The study, published today in the Journal of Psychopharmacology, found that adolescents who used cannabis were no more likely to have higher levels of subclinical depression or anxiety than adults who use cannabis, nor were they more vulnerable than adult users to the associations with psychotic-like symptoms.
These findings build on a separate study by the same team, published recently in Psychopharmacology, that found adolescents were not more vulnerable to associations between chronic cannabis use and cognitive impairment.
Lead author Dr. Will Lawn (UCL Clinical Psychopharmacology Unit and Institute of Psychiatry, Psychology and Neuroscience at King’s College London) said, “There is a lot of concern about how the developing teenage brain might be more vulnerable to the long-term effects of cannabis, but we did not find evidence to support this general claim.
“Cannabis addiction is a real issue that teenagers should be aware of, as they appear to be much more vulnerable to it than adults.
“On the other hand, the impact that cannabis use has during adolescence on cognitive performance or on depression and anxiety may be weaker than hypothesized.
“But we also replicated previous work that if someone becomes addicted to cannabis, that may increase the severity of subclinical mental health symptoms. Given adolescents are also at a greater risk of experiencing difficulties with mental health than adults, they should be proactively discouraged from regular cannabis use.”
The findings in both papers come from the CannTeen study, funded by the Medical Research Council, which is comparing the effects of regular cannabis use among adolescents and adults, while also comparing to age-matched controls (non-users of cannabis), a completely novel design.
The study involved 274 participants, including 76 adolescents (aged 16 and 17) who used cannabis one to seven days per week, alongside similar numbers of adult (aged 26-29) users, and teenage and adult control (comparison) participants, who all answered questions about their cannabis use over the last 12 weeks and responded to questionnaires commonly used to assess symptoms of mental ill health. The cannabis users in the study, on average, used it four times per week. The adolescent and adult users were also carefully matched on gender, ethnicity, and type and strength of cannabis.

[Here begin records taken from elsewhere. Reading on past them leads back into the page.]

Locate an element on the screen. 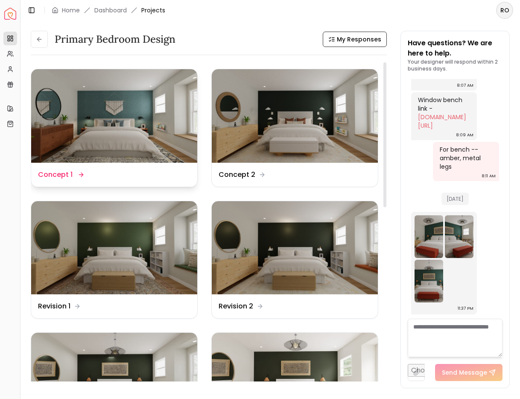 The image size is (520, 399). span: My Responses is located at coordinates (359, 39).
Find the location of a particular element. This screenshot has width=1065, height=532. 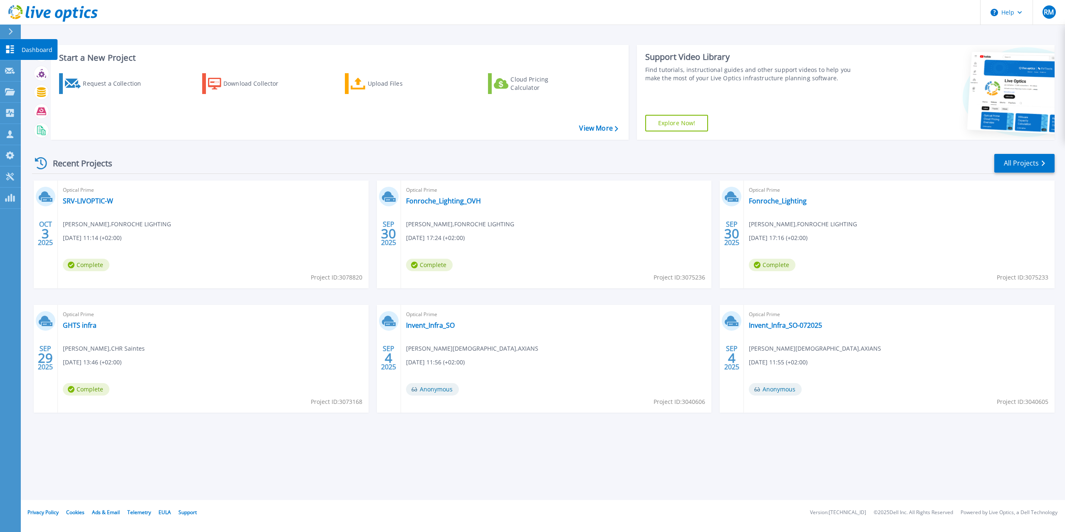

a: EULA is located at coordinates (165, 512).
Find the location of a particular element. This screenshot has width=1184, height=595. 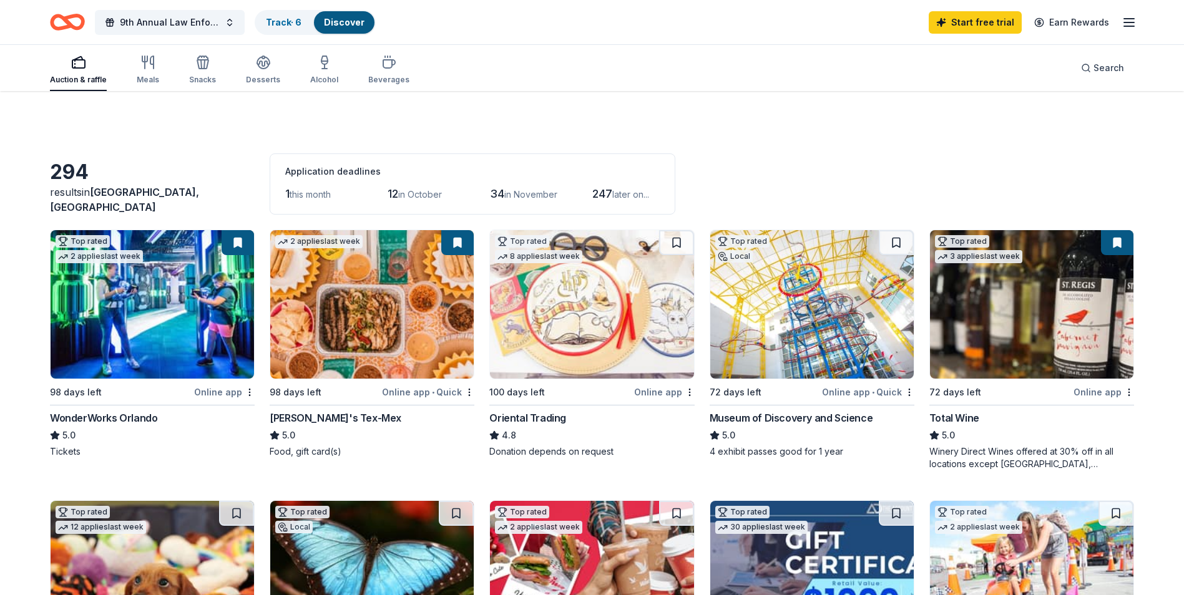

span: 34 is located at coordinates (497, 193).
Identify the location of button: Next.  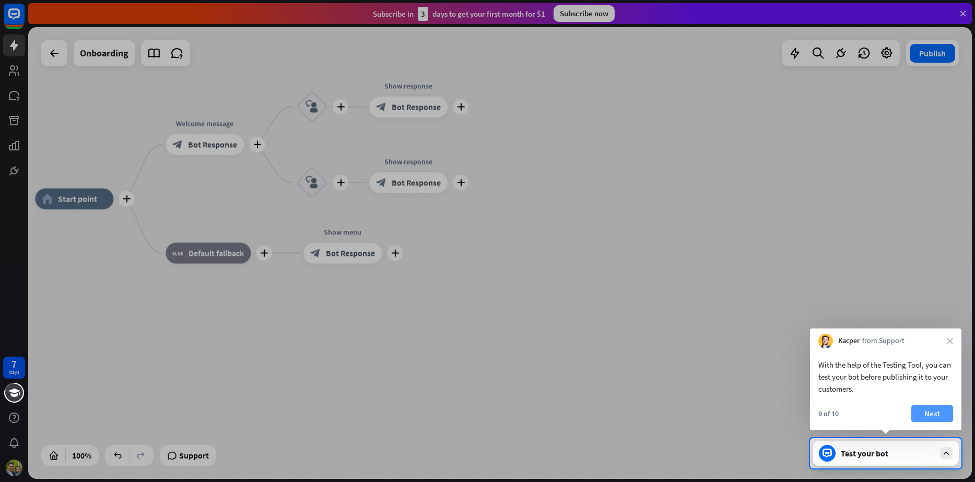
(932, 414).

The researchers found that adolescent cannabis users were three and a half times as likely to develop severe “cannabis use disorder” (addiction) than adult users, a finding which is in line with previous evidence using different study designs. Cannabis use disorder is defined by symptoms such as, among others: cravings; cannabis use contributing to failures in school or work; heightened tolerance; withdrawal; interpersonal problems caused by or exacerbated by cannabis use; or intending to cut back without success. The researchers found that 50% of the teenage cannabis users studied have six or more cannabis use disorder symptoms, qualifying as severe cannabis use disorder.

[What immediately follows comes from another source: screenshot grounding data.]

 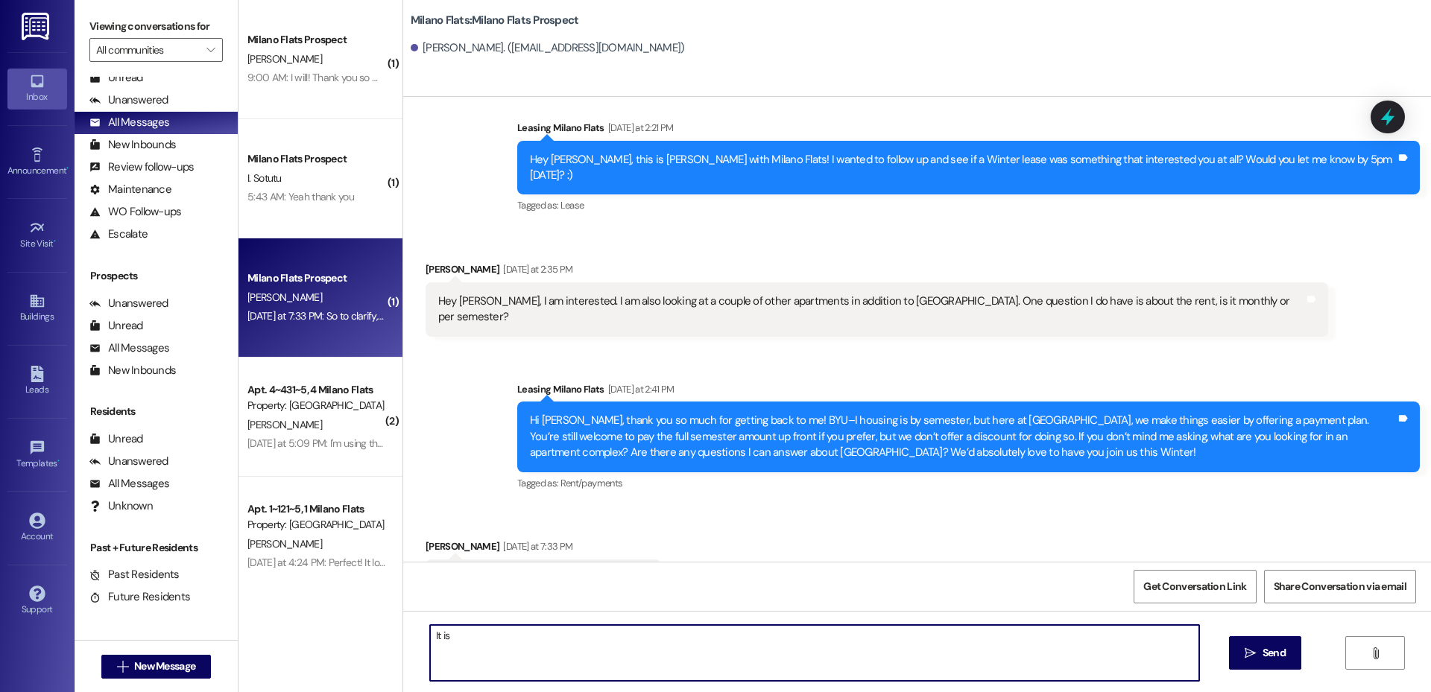 What do you see at coordinates (37, 601) in the screenshot?
I see `a: Support` at bounding box center [37, 601].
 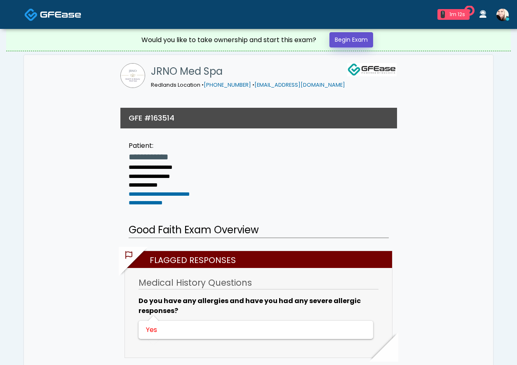 What do you see at coordinates (255, 330) in the screenshot?
I see `div: Yes` at bounding box center [255, 330].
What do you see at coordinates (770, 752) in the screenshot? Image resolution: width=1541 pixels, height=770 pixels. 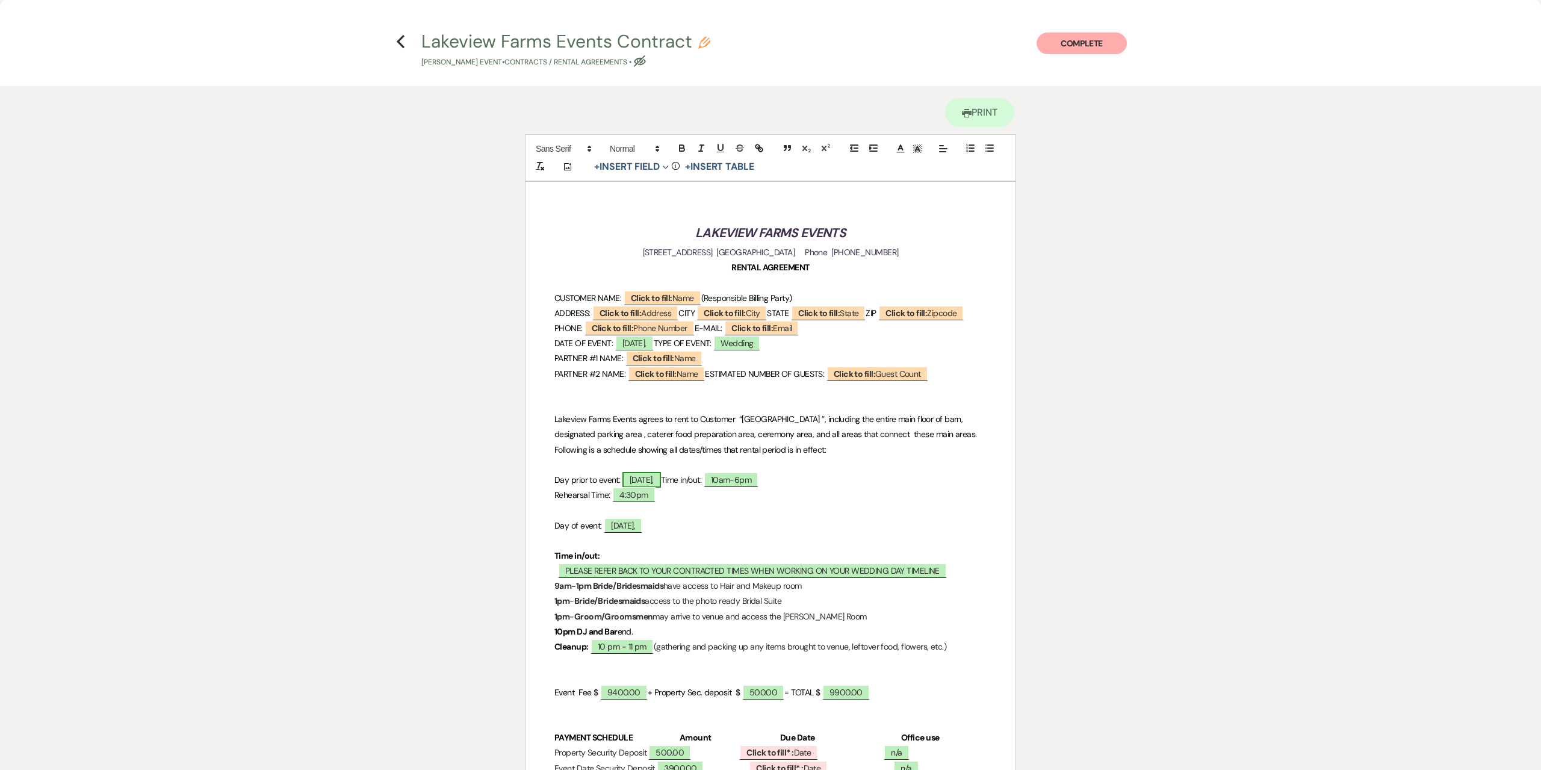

Among people of any age, previous studies have found that roughly 9-22% of people who try the drug develop cannabis use disorder, and that risk is higher for people who tried it at a younger age. The increased risk of cannabis addiction during adolescence has now been robustly replicated.

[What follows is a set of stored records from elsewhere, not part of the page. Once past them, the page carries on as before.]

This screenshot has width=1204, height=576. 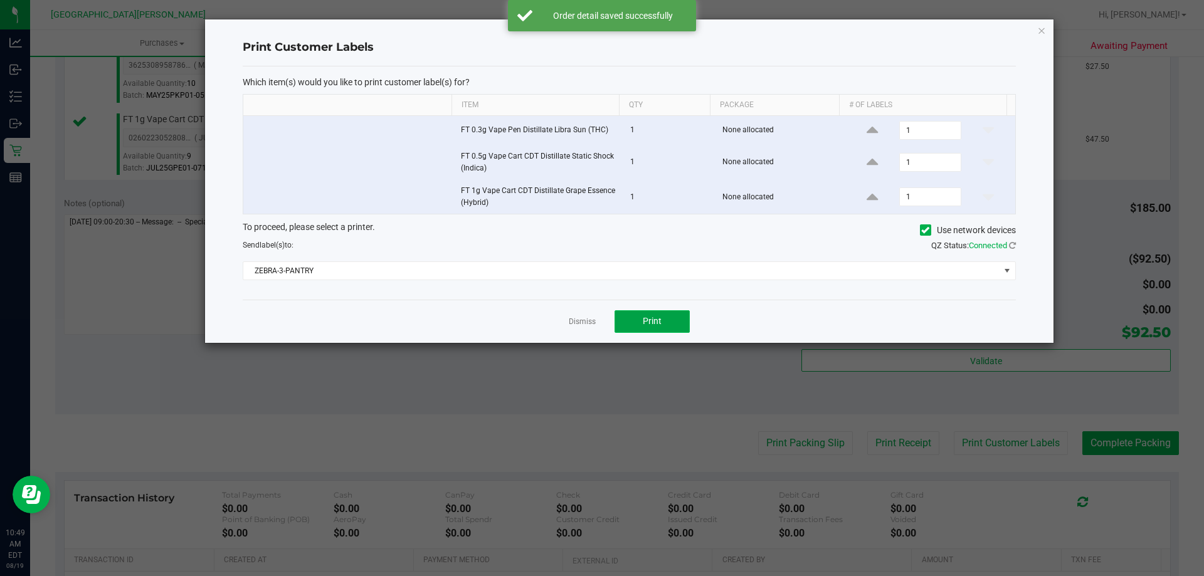 I want to click on h4: Print Customer Labels, so click(x=629, y=48).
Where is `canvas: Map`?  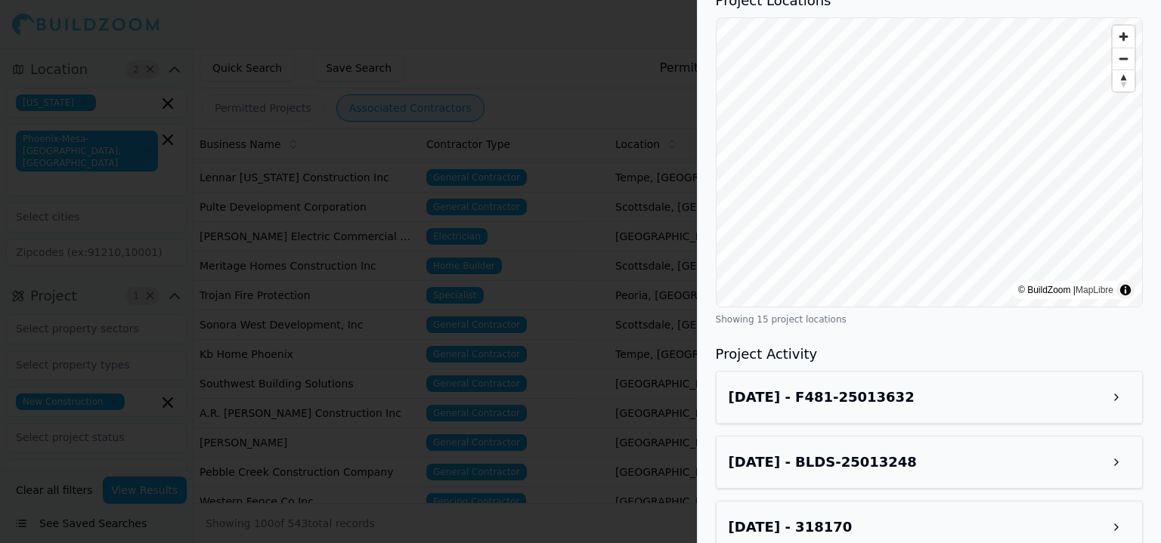
canvas: Map is located at coordinates (929, 162).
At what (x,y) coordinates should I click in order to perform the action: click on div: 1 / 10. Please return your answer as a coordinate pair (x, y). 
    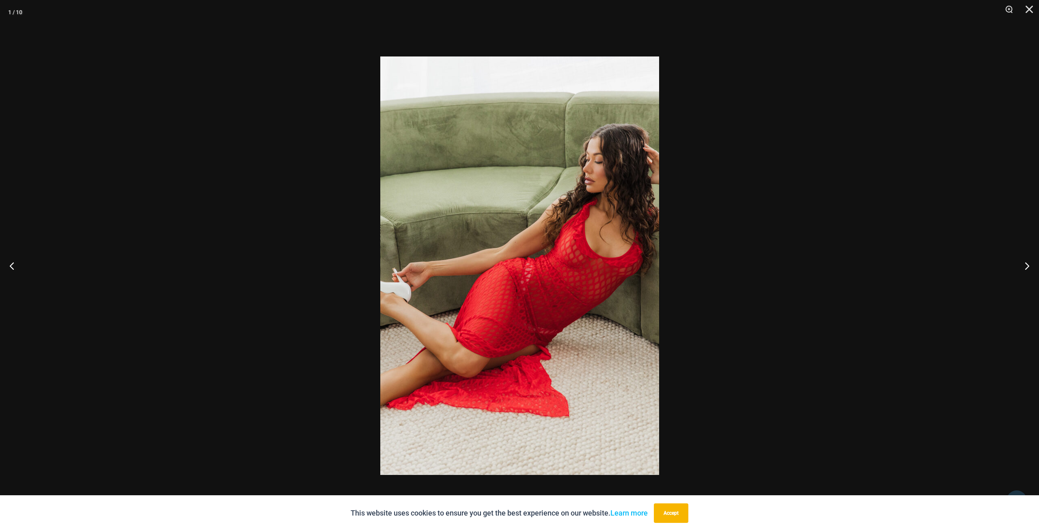
    Looking at the image, I should click on (15, 12).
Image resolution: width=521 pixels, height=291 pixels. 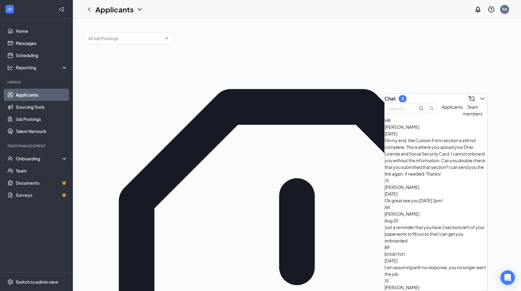 I want to click on span: british fort, so click(x=395, y=254).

The researchers say that adolescents might be more vulnerable to cannabis addiction because of factors such as increased disruption to relationships with parents and teachers, a hyper-plastic (malleable) brain and developing endocannabinoid system (the part of the nervous system that THC in cannabis acts upon), and an evolving sense of identity and shifting social life.
Adolescent users were more likely than adult users or adolescent non-users to develop psychotic-like symptoms, but the analysis revealed that this is because all adolescents, and all cannabis users, are more likely to newly develop psychotic-like symptoms, rather than cannabis affecting the teenagers differently to adults. In other words, there was no adolescent vulnerability, as the increased risk of psychotic-like symptoms was an additive effect (of the two already known risk factors for psychotic-like symptoms, cannabis use and adolescent age), rather than an interaction between age and cannabis use. The researchers say this fits in with prior evidence that cannabis use may increase the likelihood of developing a psychotic disorder such as schizophrenia, but they warn their study did not investigate the risk of clinical psychosis or schizophrenia.
The researchers found that neither teenage nor adult cannabis users were more likely to develop depressive or anxiety symptoms than non-users. Only the adolescents that have severe cannabis use disorder had worse mental health symptoms, but the researchers caution that the small sample size for this group limits their confidence in this finding.
The separate study published in Psychopharmacology found that cannabis users were no more likely to have impaired working memory or impulsivity. Cannabis users were more likely to have poor verbal memory (remembering things said to them); this effect was the same in adults and teenagers, so again there was no adolescent vulnerability. However, the researchers caution that cannabis use could impact school performance during a key developmental stage of life.
The researchers caution that these findings were cross-sectional (only looking at one time point), and that longitudinal analyses of how their participants changed over time are ongoing.